Types of baker's yeast

Cream yeast is the closest form to the yeast slurries of the 19th century, in essence being a suspension of yeast cells in liquid, siphoned off from the growth medium.

Compressed yeast is, in essence, cream yeast with most of the liquid removed. It is a soft solid, beige in color, and best known in the consumer form as small, foil-wrapped cubes of cake yeast

Active dry yeast is the form of yeast most commonly available to noncommercial bakers in the United States. It consists of coarse oblong granules of yeast, with live yeast cells encapsulated in a thick jacket of dry, dead cells with some growth medium.

Instant yeast appears similar to active dry yeast, but has smaller granules with substantially higher percentages of live cells per comparable unit volumes.

Rapid-rise yeastis a variety of dried yeast (usually a form of instant yeast) that is of a smaller granular size, thus it dissolves faster in dough, and it provides greater carbon dioxide output to allow faster rising.

Deactivated yeastis dead yeast which has no leavening value and is not interchangeable with other yeast types. Typically used for pizza and pan bread dough, it is used at a rate of 0.1% of the flour weight, though manufacturer specifications may vary.

Many types of yeasts are used for making many foods: baker's yeast in bread production, brewer's yeast in beer fermentation , and yeast in wine fermentation and for xylitol production.

Starch production (8Ò)

Starch production is an isolation of starch from plant sources. It takes place in starch plants. Starch industry is a part of food processing which is using starch as a starting material for production of starch derivatives, hydrolysates, dextrins.

At first, the raw material for the preparation of the starch was wheat.Pure starch is a white, tasteless and odorless powder that is insoluble in cold water or alcohol.

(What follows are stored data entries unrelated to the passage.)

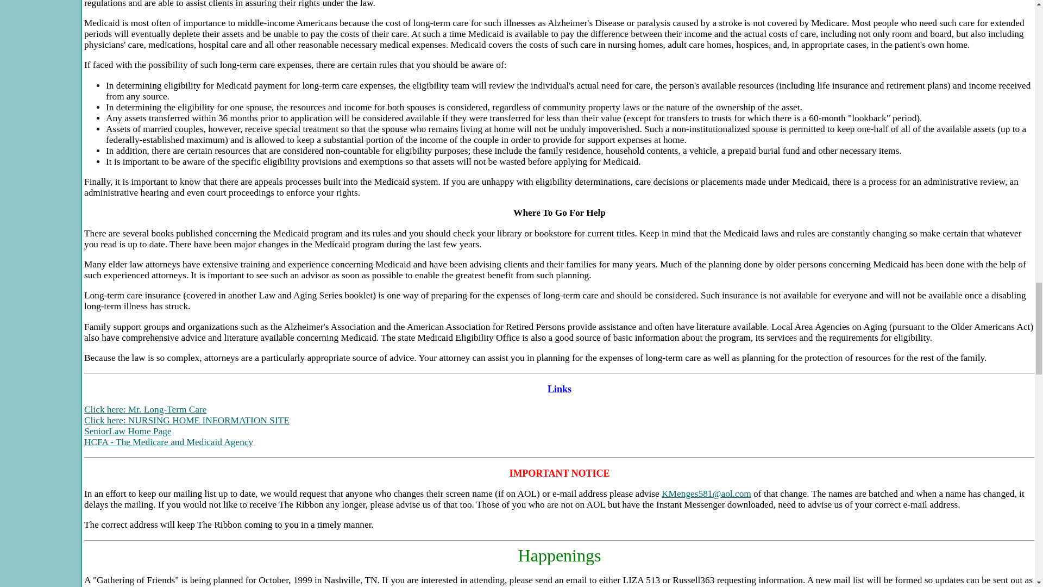  What do you see at coordinates (146, 409) in the screenshot?
I see `Click here: Mr. Long-Term Care` at bounding box center [146, 409].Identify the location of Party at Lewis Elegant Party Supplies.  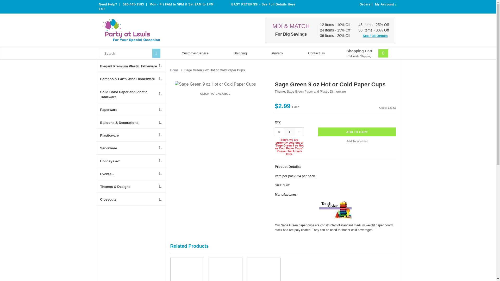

Currently main starch sources are:

maize (in America) – 70%,

potatoes (in Europe) – 12%,

wheat - 8%,

tapioca - 9%,

rice, sorghum and other - 1%.

Delivery and unloading potatoes

Potatoes are delivered to the starch plants via road or rail transport. Unloading of potatoes could be done in two ways:

dry - using elevators and tippers,

wet - using strong jet of water.

Cleaning

Coarsely cleaning of potatoes takes place during the transport of potatoes to the scrubber by channel. . The main cleaning is conducted in scrubber (different kinds of high specialized machines are used)

Rasping of tubers

Most often the rasping of potato tubers is carried out with a rotary grater. The purpose of this stage is disruption of cell walls, which therefore release the starch. In practice, potato cells are not entirely destroyed and part of the starch remains in the mash.